Startup companies are the cornerstones of employment in the United States; without startups there would be no job growth, according to a 2010 Kauffman Foundation study. University spinouts, defined as startup companies that arise from university research, are particularly high growth. In a 2004 book “Academic Entrepreneurship,” author Scott Shane concluded that university spinouts are more than 100 times more likely to go public than an average startup in the United States.
It should follow that high growth university startups can attract robust financing, and at USC this does appear to be the case, with 39 of our startups raising more than $800 million in the past 15 years. And these companies appear to be "recession-proof," with nearly $400 million invested into USC startups in the past three years, during one of the most devastating recessions in American history. The funding raised by these startups is being invested both directly and indirectly in high-quality jobs today, and in product development, marketing, and sales that support sustainable job creation tomorrow. Therefore, university spinouts are exactly the kinds of high-growth companies needed to produce to attain sustainable employment in a region.

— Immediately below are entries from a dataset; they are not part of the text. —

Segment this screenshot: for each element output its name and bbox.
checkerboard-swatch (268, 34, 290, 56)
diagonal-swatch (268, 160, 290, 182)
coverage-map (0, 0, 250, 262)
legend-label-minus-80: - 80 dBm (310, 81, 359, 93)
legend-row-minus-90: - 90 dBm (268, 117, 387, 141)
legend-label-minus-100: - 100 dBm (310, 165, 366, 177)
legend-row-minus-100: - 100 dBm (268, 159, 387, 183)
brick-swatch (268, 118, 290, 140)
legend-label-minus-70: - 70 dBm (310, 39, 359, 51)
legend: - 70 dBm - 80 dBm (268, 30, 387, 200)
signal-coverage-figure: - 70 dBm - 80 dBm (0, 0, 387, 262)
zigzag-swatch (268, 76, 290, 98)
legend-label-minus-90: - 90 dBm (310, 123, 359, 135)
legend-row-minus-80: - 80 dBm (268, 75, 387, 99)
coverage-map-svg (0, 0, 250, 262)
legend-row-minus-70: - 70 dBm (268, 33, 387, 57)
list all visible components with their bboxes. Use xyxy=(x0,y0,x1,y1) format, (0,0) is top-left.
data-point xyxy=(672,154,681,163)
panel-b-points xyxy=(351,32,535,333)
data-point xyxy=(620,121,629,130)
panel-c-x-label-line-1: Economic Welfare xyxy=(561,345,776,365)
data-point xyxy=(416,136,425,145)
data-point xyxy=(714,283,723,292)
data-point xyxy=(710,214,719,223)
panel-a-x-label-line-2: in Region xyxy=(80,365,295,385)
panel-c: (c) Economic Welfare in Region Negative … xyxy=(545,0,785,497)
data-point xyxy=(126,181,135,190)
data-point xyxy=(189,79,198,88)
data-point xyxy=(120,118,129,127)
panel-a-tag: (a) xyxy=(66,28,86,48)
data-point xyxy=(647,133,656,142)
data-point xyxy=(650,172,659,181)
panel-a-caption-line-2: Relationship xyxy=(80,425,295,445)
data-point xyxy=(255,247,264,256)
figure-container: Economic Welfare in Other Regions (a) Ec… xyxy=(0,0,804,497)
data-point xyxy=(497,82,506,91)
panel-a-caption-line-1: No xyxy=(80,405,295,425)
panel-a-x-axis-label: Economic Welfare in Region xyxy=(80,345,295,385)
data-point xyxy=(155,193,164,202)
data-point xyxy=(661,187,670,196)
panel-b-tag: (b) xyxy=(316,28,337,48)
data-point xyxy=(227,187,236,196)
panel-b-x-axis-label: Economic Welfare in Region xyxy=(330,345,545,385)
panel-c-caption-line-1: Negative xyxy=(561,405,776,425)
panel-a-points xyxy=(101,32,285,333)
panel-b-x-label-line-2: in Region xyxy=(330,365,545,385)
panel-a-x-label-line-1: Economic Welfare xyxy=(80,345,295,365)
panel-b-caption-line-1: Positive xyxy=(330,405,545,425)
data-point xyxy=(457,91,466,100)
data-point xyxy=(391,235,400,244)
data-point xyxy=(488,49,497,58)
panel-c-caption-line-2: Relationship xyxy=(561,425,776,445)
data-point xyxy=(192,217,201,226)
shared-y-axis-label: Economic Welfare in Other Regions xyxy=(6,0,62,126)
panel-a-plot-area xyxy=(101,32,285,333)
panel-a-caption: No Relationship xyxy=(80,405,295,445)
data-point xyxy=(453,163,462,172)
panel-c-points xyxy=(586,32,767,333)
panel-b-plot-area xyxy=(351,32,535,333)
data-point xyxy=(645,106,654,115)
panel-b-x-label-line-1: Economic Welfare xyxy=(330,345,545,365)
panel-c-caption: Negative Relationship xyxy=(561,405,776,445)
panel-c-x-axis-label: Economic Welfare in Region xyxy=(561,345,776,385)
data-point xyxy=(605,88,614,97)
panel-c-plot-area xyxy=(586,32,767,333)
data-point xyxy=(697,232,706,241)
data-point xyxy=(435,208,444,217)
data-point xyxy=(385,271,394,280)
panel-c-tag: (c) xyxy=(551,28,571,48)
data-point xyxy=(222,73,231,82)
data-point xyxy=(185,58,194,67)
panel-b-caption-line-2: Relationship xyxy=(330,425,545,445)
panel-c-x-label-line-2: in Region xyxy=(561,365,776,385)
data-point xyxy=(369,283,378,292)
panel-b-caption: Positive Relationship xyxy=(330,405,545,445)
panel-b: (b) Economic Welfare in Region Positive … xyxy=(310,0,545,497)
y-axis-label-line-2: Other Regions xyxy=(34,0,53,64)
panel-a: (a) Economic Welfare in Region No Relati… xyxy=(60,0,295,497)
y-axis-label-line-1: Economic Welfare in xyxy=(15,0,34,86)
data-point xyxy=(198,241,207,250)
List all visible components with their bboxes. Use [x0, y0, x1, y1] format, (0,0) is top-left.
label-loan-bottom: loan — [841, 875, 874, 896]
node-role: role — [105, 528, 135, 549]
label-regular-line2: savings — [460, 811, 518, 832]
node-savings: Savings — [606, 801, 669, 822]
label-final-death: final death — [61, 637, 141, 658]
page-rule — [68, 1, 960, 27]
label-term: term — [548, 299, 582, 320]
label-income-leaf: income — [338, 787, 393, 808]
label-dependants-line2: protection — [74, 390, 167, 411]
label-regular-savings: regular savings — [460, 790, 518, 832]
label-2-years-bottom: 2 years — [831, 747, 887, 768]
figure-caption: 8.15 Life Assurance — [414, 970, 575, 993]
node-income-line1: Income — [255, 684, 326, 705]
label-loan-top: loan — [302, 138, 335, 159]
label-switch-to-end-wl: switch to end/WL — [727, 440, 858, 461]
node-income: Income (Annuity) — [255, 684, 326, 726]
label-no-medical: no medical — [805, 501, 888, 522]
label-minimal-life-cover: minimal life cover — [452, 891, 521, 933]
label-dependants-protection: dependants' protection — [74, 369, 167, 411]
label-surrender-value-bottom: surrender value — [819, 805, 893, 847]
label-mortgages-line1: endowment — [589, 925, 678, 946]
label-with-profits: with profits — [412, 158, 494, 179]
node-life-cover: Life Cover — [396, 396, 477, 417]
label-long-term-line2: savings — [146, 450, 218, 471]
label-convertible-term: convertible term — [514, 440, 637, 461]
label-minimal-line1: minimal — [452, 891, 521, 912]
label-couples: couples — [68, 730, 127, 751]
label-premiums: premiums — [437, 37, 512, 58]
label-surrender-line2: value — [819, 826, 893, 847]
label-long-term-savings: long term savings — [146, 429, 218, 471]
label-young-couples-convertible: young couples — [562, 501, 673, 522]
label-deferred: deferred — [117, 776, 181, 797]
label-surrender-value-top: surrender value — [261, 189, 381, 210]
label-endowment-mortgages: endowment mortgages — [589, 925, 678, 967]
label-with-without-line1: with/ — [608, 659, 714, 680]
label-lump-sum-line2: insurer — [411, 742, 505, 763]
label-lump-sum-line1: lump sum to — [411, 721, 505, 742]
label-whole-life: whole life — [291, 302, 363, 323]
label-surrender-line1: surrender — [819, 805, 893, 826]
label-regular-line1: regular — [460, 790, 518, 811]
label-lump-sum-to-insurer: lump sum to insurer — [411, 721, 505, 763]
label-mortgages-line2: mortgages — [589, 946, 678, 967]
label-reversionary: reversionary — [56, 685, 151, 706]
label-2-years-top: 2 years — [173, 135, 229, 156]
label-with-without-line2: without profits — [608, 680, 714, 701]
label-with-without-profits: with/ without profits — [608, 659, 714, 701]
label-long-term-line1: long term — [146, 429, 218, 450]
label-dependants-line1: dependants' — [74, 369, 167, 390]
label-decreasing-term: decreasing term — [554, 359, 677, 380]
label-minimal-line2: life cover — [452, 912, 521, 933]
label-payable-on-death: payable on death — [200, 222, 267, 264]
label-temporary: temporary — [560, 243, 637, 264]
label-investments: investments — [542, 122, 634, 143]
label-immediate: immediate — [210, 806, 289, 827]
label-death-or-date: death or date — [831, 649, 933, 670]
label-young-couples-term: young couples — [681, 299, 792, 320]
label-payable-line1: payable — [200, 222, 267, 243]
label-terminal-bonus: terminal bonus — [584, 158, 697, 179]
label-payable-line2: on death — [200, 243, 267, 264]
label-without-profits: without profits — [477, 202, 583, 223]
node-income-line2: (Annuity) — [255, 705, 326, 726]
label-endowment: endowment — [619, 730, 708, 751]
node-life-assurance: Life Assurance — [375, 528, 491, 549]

Unfortunately, the data also show a troubling fact: increasingly, USC startups are leaving Los Angeles—many even leaving the country—in search for capital and talent. Although a decade ago more than 70% of startups established in LA, now more than two-thirds are leaving.

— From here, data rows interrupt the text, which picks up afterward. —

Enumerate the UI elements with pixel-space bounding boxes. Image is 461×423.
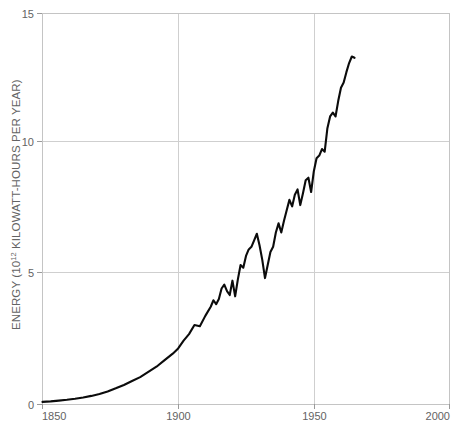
ytick-label-10: 10	[22, 136, 34, 148]
y-axis-title-tail: KILOWATT-HOURS PER YEAR)	[10, 79, 22, 252]
xtick-label-1850: 1850	[42, 410, 66, 422]
chart-container: 15 10 5 0 1850 1900 1950 2000 ENERGY (10…	[0, 0, 461, 423]
xtick-label-1950: 1950	[302, 410, 326, 422]
xtick-label-2000: 2000	[426, 410, 450, 422]
y-axis-title-head: ENERGY (10	[10, 261, 22, 330]
chart-background	[0, 0, 461, 423]
svg-text:ENERGY (1012 KILOWATT-HOURS PE: ENERGY (1012 KILOWATT-HOURS PER YEAR)	[9, 79, 22, 330]
y-axis-title-exponent: 12	[9, 252, 18, 261]
ytick-label-5: 5	[28, 267, 34, 279]
ytick-label-0: 0	[28, 399, 34, 411]
ytick-label-15: 15	[22, 8, 34, 20]
y-axis-title: ENERGY (1012 KILOWATT-HOURS PER YEAR)	[9, 79, 22, 330]
line-chart: 15 10 5 0 1850 1900 1950 2000 ENERGY (10…	[0, 0, 461, 423]
xtick-label-1900: 1900	[166, 410, 190, 422]
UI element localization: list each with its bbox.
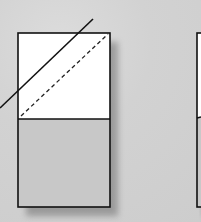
left-box-bottom bbox=[18, 119, 110, 207]
diagram-canvas bbox=[0, 0, 201, 222]
diagram-svg bbox=[0, 0, 201, 222]
right-box-divider bbox=[197, 117, 201, 118]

What scares business away? Many contend taxes or regulatory issues are to blame for a stagnant business climate in California. But a recent USC survey of alumni indicate that founders of new businesses deciding where to launch may be more concerned with being close to customers, and with the lifestyle, culture, and the community in which they live and work, than a friendly regulatory environment or tax incentives.
The silver lining is that the USC spinoff companies in our study mostly stayed and grew in the same city where they were established. So if we can create the environment that makes it attractive for university spinoffs to start local and stay local, they create a self-reinforcing innovation ecosystem that enables scientists to continue to participate in the innovation process, experienced entrepreneurs to mentor the next generation of founders, and entrepreneurs to have the freedom to take risks and fail in anticipation of always having another opportunity to join a new company. In a robust ecosystem, even business failures are valuable, as they become the "mulch" for the next generation and entrepreneurs feed back into the next batch of startup companies.
Many regions have invested a great deal of resources into research parks, or for tax incentives and tenant improvements to move a company from one city to another. But the real key infrastructure for innovation is people and networks.
One of the best ways to deepen networks and accelerate innovation locally is to establish proof-of-concept funding and mentoring programs to attract innovators, investors, entrepreneurs, and industry that will further develop these networks. I proposed one model two years ago in a policy paper called "IMPACT: Innovation Model Program for Accelerating the Commercialization of Technologies."
In today's search for job creation, economic development plans rightly look to the private sector. Yet if we look solely to established industry, we are missing a large part of the answer. The United States must refocus its economic development strategy toward self-reinforcing local and regional innovation ecosystems with universities and new ventures at their core.
It's the difference between transplanting a single mature tree and planting thousands of seeds that will grow into a luscious and sustainable garden of economic activity.